Tuesday, December 10, 2013

The Amplituhedron

We can calculate the probability of something happening in the Standard Model by doing the calculations of the probability of each of the Feynmann diagrams for each of the possible ways that a particle could have gotten from point A to point B, according to the rules of quantum mechanics.  But, it turns out that the number of possible ways that this could happen is infinite and that one has to do the calculations for a great many Feynmann diagrams simply to get a very close, but not exact, result.

Nina Arkani-Hamed, a leading string theorist, and Jaroslav Trnka, have discovered a way of doing the same calculations much more efficiently in a quantum mechanical toy model theory similar to the Standard Model called a maximally supersymmetric gauge theory in the Planar limit called Planar N=4 SYM, with the promise that many of their results will generalize to other quantum mechanical theories that lack some of the symmetries that make the calculations particularly easy, although not necessarily a generalization that could reach completely to the Standard Model.

In some situations, with the correctly chosen parameters, the toy model calculation results are very similar to those that would be produced in the Standard Model itself.
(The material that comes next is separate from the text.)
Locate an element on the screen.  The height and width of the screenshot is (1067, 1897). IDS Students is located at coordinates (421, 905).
They do by constructing a polyhedron in a theoretical amplitude-space with certain properties that organize the many calculations that go into the conventional Feymann diagram approach such that the volume of the constructed polyhedron corresponds to the probability of a particle going from point A to point B according to the rules of quantum mechanics.  While this polyhedron is divorced from reality in its details, it turns out that this is done in a way that preserves locality and makes all the probabilities of every possible event add up to 100% even though it is not at all obvious from the method itself that this would work out to be the case.
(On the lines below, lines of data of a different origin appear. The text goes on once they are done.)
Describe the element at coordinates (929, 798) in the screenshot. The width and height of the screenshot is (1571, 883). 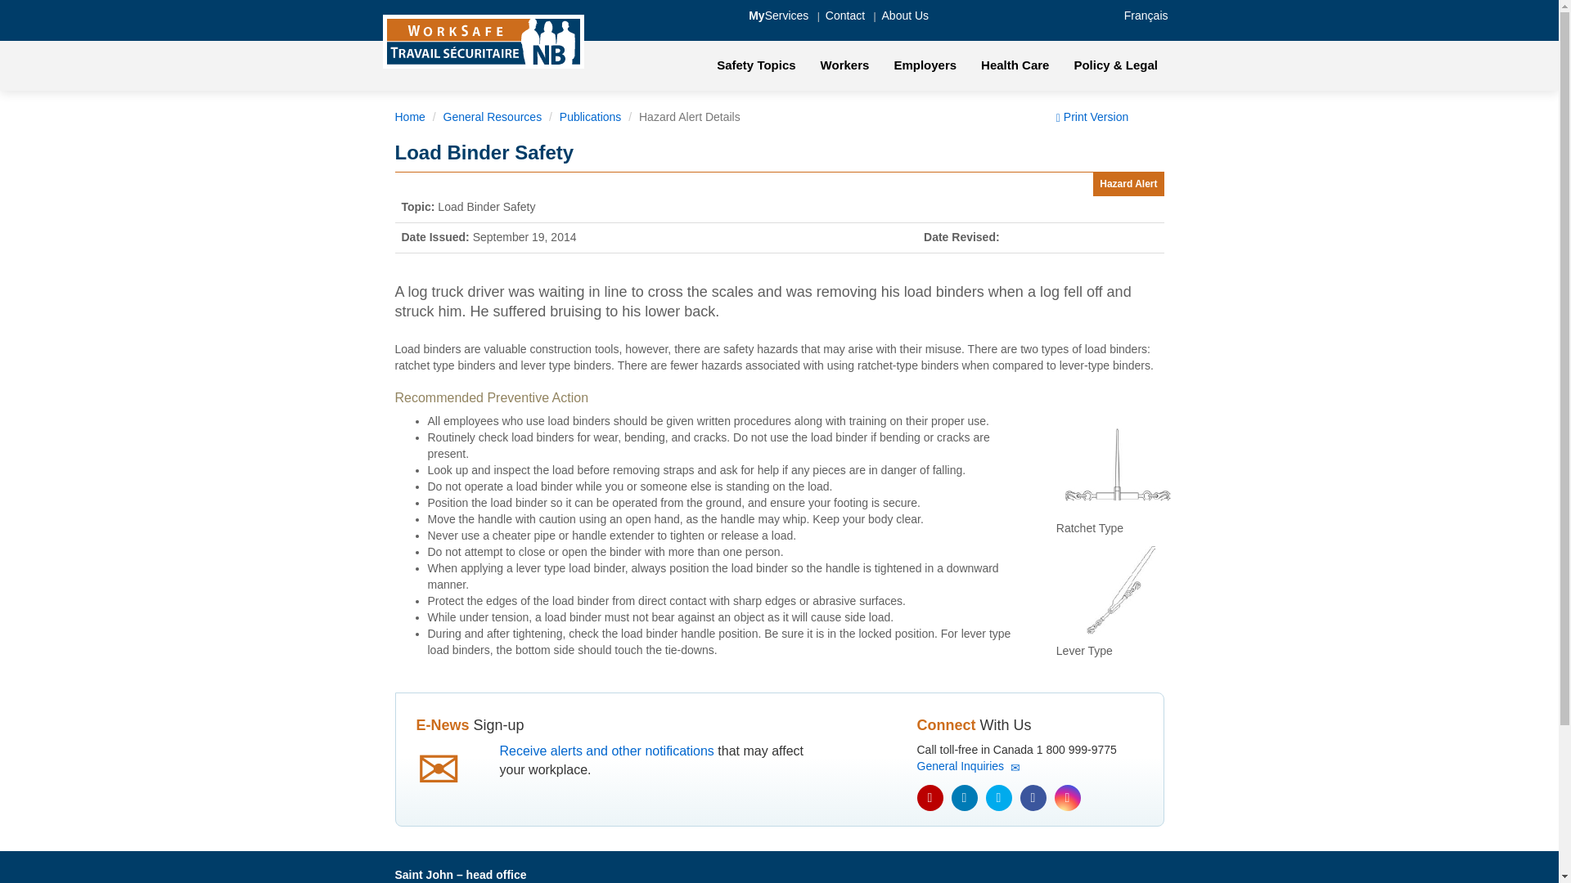
I see `youtube icon` at that location.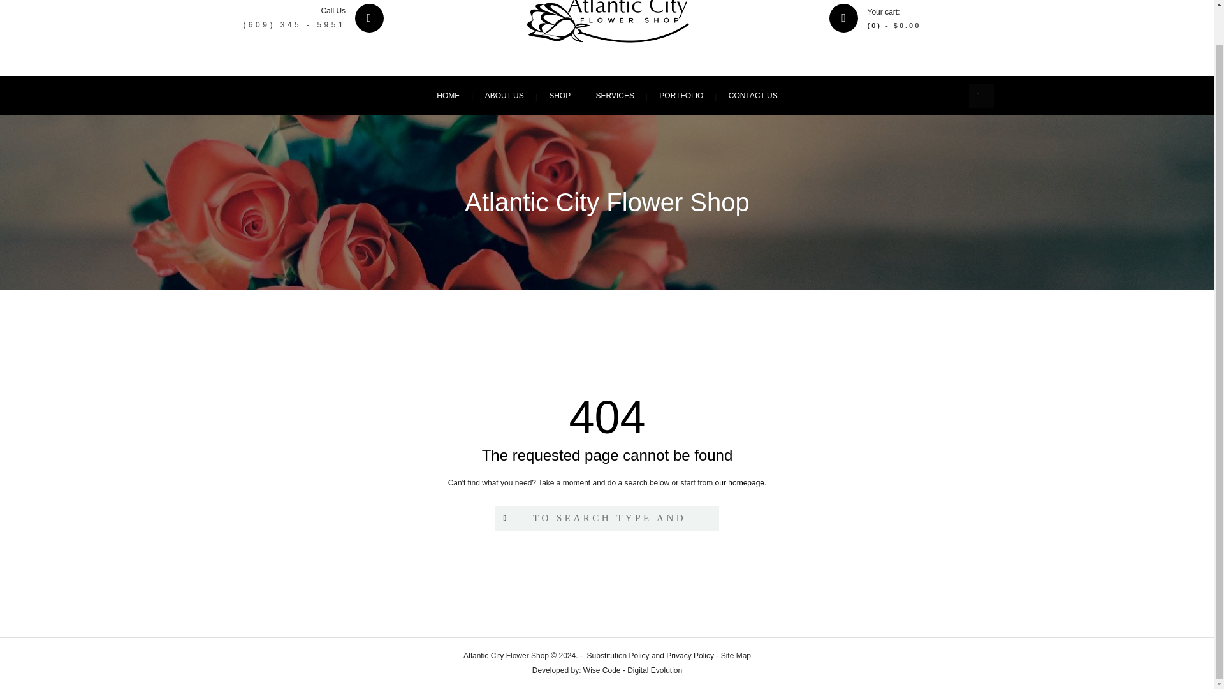 The height and width of the screenshot is (689, 1224). I want to click on SHOP, so click(560, 95).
At a minimum, it is a potential breakthrough in potential calculations.  It also arguably sheds light on underlying structure in amplitude calculations that had not previously been fully appreciated which may shed light on fundamental physics.

This is done from a supersymmetric/string theory perspective, but it may be that the assumptions can be fit to the more ideosyncratic case of the true Standard Model or to a SUSY theory that is effectively identical to the Standard Model at low energies.  A number of companion papers to flesh out the much hyped breakthrough have been promised.